A conference committee of House and Senate conferees adopted an amendment on an insurance-mandate bill that narrows prior language and reorders the statutory rollout process for any measure determined to be an insurance mandate.
Rebecca Frikey, executive director of the Public Employees Retirement System (PERS), told the committee she reviewed the amendment drafted by Legislative Council and described how the revised text differs from the Senate's earlier amendment. "At this stage in the game, when there's amendments, they have to go back to the original chamber in grossed version," Frikey said, explaining why the draft looks different from the Senate-edited version.
The amendment keeps a two-year PERS pilot for measures found to be insurance mandates but removes a standalone Section 1 and eliminates language that would have specifically repealed an insurance mandate. It also moves the procedural "kickoff" earlier in the statutory text to reflect how the process works in practice. Under the adopted language, the pilot remains the initial step; if, after the two-year pilot, a sponsor introduces a bill to roll the measure out to the commercial market, a cost-benefit analysis must be prepared before that bill can advance in committee.
The committee also carried forward a change removing the PERS board as the required party to submit a follow-up bill after the pilot. Frikey said Legislative Council made formatting adjustments and reordered provisions so the statute follows the actual sequence of events. "You'll see that, starting on page 5, row 17, this is really the kickoff of the process," she said. The draft likewise removes the insurance department as the required vendor to perform any cost-benefit analysis.
Senator Rohrs, who moved the amendment, said the recommendation before the committee was the final conference recommendation, not merely a motion for a further amendment. "Just that this is actually the final recommendation. It's not just a motion for an amendment," Rohrs said.
The committee approved the amendment by roll-call vote. The motion to adopt the "02/2003 version" was made by Senator Rohrs and seconded by Representative Greenberg. Diane, the committee clerk, recorded votes of yes from Chairman Maureen Worry; Representative Greenberg; Representative Bail; Senator Rohrs; Senator Hogan; and Senator Clemens. The amendment was adopted and the conferees agreed that Senator Rohrs and Representative Greenberg would carry the measure on their respective chamber floors.
The changes the committee approved narrow earlier language, re-sequence provisions so the statutory text begins with the practical kickoff of the process, preserve the two-year pilot period, require a cost-benefit analysis only if a rollout bill is introduced after the pilot, remove the PERS board as the bill sponsor at the post-pilot stage, and remove the insurance department as the designated vendor for the cost-benefit analysis. No dollar amounts, effective dates, or statute citations were specified during the discussion.
The committee adjourned after confirming carriers for the conference recommendation.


— Task —
Show me each line of the listing below where the word "Reviews" appears.

— Extracted material —
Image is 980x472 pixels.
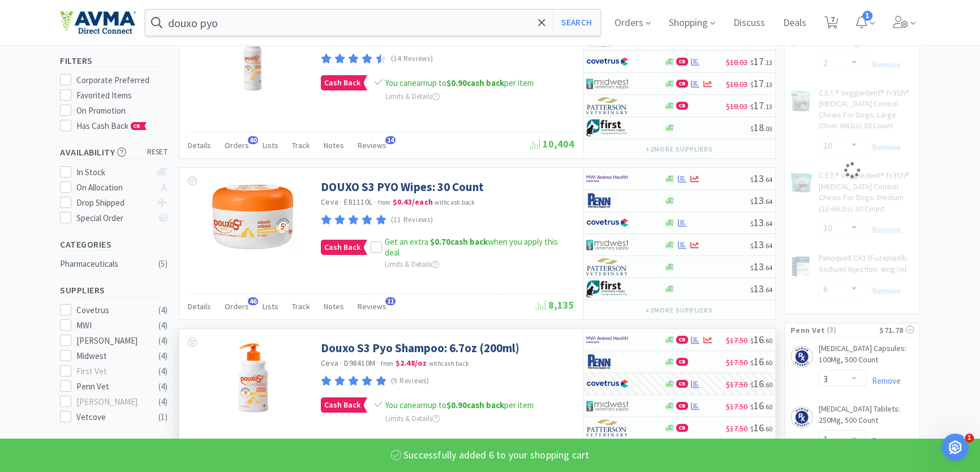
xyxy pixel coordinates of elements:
[76,74,168,87] div: Corporate Preferred
[750,399,772,412] span: 16
[60,437,167,450] h5: Manufacturers
[726,57,748,68] span: $18.03
[790,345,813,368] img: 9f305be91d7f49dcb6532831cdd34fdb_165271.png
[729,18,770,28] a: Discuss
[385,400,534,410] span: You can earn up to per item
[340,35,342,46] span: ·
[76,104,168,118] div: On Promotion
[586,331,629,348] img: f6b2451649754179b5b4e0c70c3f7cb0_2.png
[750,102,754,111] span: $
[340,358,342,368] span: ·
[430,236,488,247] strong: cash back
[381,360,393,368] span: from
[76,196,151,210] div: Drop Shipped
[677,80,687,87] span: CB
[76,395,147,409] div: [PERSON_NAME]
[385,92,439,101] span: Limits & Details
[764,80,772,89] span: . 13
[76,166,151,179] div: In Stock
[750,283,772,295] span: 13
[586,119,629,137] img: 67d67680309e4a0bb49a5ff0391dcc42_6.png
[726,402,748,412] span: $17.50
[750,260,772,273] span: 13
[322,76,363,90] span: Cash Back
[764,286,772,294] span: . 64
[263,301,279,311] span: Lists
[764,264,772,272] span: . 64
[358,141,387,151] span: Reviews
[750,264,754,272] span: $
[750,99,772,112] span: 17
[159,410,167,424] div: ( 1 )
[224,141,249,151] span: Orders
[76,121,147,131] span: Has Cash Back
[385,137,395,144] span: 14
[292,141,310,151] span: Track
[586,53,629,70] img: 77fca1acd8b6420a9015268ca798ef17_1.png
[764,242,772,250] span: . 64
[377,35,379,46] span: ·
[640,141,719,157] button: +2more suppliers
[586,376,629,392] img: 77fca1acd8b6420a9015268ca798ef17_1.png
[586,97,629,114] img: f5e969b455434c6296c6d81ef179fa71_3.png
[344,197,372,207] span: E81110L
[147,147,168,159] span: reset
[60,11,136,35] img: e4e33dab9f054f5782a47901c742baa9_102.png
[321,197,338,207] a: Ceva
[750,359,754,367] span: $
[764,402,772,411] span: . 60
[76,410,147,424] div: Vetcove
[76,304,147,317] div: Covetrus
[393,197,433,207] strong: $0.43 / each
[60,257,151,271] div: Pharmaceuticals
[159,334,167,348] div: ( 4 )
[586,214,629,232] img: 77fca1acd8b6420a9015268ca798ef17_1.png
[764,220,772,228] span: . 64
[750,333,772,346] span: 16
[447,78,504,88] strong: cash back
[384,236,558,258] span: Get an extra when you apply this deal
[447,400,504,410] strong: cash back
[764,102,772,111] span: . 13
[76,349,147,363] div: Midwest
[677,337,687,343] span: CB
[790,324,825,337] span: Penn Vet
[159,365,167,378] div: ( 4 )
[76,181,151,195] div: On Allocation
[159,257,167,271] div: ( 5 )
[159,395,167,409] div: ( 4 )
[76,334,147,348] div: [PERSON_NAME]
[188,301,211,311] span: Details
[536,299,574,311] span: 8,135
[764,58,772,67] span: . 13
[340,197,342,207] span: ·
[248,297,258,305] span: 46
[750,80,754,89] span: $
[586,398,629,414] img: 4dd14cff54a648ac9e977f0c5da9bc2e_5.png
[60,238,167,251] h5: Categories
[750,216,772,229] span: 13
[188,141,211,151] span: Details
[208,179,298,253] img: 2d5617330cdc48f396400246803ae631_328834.png
[159,304,167,317] div: ( 4 )
[586,258,629,275] img: f5e969b455434c6296c6d81ef179fa71_3.png
[344,358,375,368] span: D98410M
[391,376,429,388] p: (9 Reviews)
[324,141,344,151] span: Notes
[726,101,748,111] span: $18.03
[677,402,687,410] span: CB
[531,137,574,151] span: 10,404
[820,19,843,29] a: 7
[321,179,484,195] a: DOUXO S3 PYO Wipes: 30 Count
[395,358,427,368] strong: $2.48 / oz
[750,55,772,68] span: 17
[385,297,395,305] span: 11
[586,192,629,210] img: e1133ece90fa4a959c5ae41b0808c578_9.png
[76,380,147,394] div: Penn Vet
[750,172,772,185] span: 13
[131,123,143,129] span: CB
[324,301,344,311] span: Notes
[726,358,748,368] span: $17.50
[677,359,687,366] span: CB
[750,194,772,207] span: 13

— Response box —
[358,141,387,151] span: Reviews
[391,376,429,388] p: (9 Reviews)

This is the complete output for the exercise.